James Gunn and Peter Safran promised at the Chapter One: Gods and Monsters announcement that the DCU would experiment with genre. Clayface is the first concrete demonstration of that strategy. Directed by James Watkins (The Woman in Black, Eden Lake, Speak No Evil) from a screenplay by Mike Flanagan (The Haunting of Hill House, Midnight Mass) and Hossein Amini, the film recontextualizes the classic Batman shape-shifting villain as the protagonist of a body-horror tragedy rather than as an antagonist in someone else's story.

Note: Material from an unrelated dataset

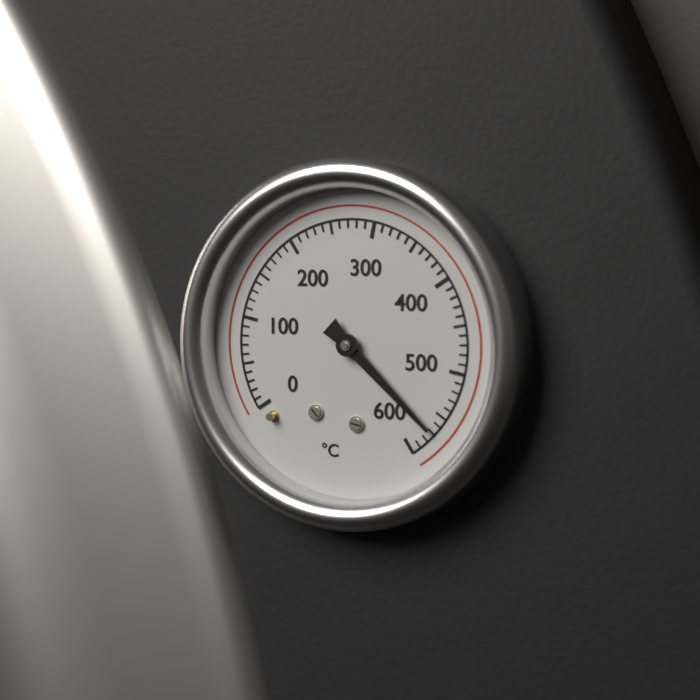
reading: 570 °C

The October 23, 2026 release date positions Clayface directly into the Halloween prestige-horror window — the same slot that has delivered Halloween Kills (2021), The Black Phone (2022), Smile 2 (2024), and Black Phone 2 (2025) to strong commercial performances on relatively modest budgets. Trade reports place the film's production budget at approximately $40 million — a fraction of the $200M+ figures attached to Avengers: Doomsday or Supergirl, and consistent with Gunn's stated intent that DCU films should be budgeted to their narrative scope.

Tom Rhys Harries plays Matt Hagen, the rising-star Hollywood actor whose career-driven decision to use an experimental cosmetic compound triggers his transformation into Clayface. Naomi Ackie plays Caitlyn Corr, with David Dencik, Max Minghella, Eddie Marsan, Nancy Carroll, and Joshua James rounding out the cast. The film was shot on location across Liverpool and at Warner Bros. Studios Leavesden from late August through early November 2025. Set photography leaked during filming showed extensive practical-effects work, consistent with Watkins's preference for in-camera body horror over digital compositing.

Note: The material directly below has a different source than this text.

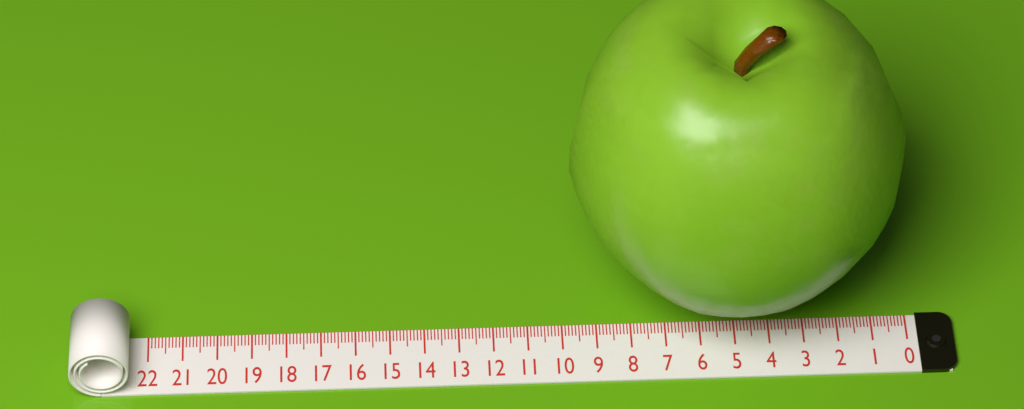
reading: 9.7 (no unit)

The April 2026 teaser trailer confirmed the tonal positioning. Body-horror imagery dominates the footage — extended transformation sequences, practical-effects gore, and minimal Batman iconography. Production designer Karen Murphy has discussed the film as a "Cronenberg-adjacent" take on superhero source material, prioritizing physical revulsion over the moral or political horror approaches that have defined recent DC films like Joker (2019).

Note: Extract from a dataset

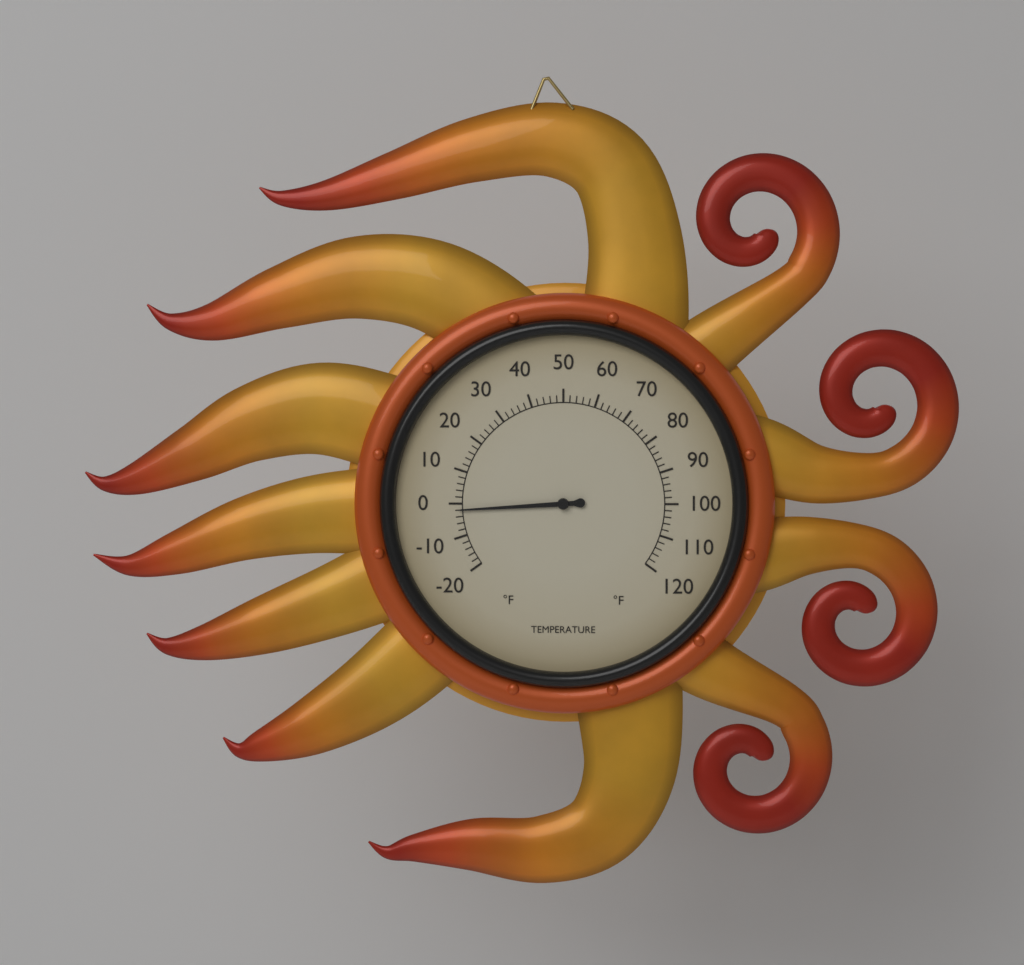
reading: -2 °F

This is also the third entry in the DCU's mainline continuity, after Superman (2025) and Supergirl (June 2026). Gunn has confirmed that Clayface events take place within mainline DCU continuity rather than as an Elseworlds branch — making it the first major-villain origin film canonized in the new shared universe. For broader DCU context, see our complete DCEU/DCU hub and Phase 6 roadmap.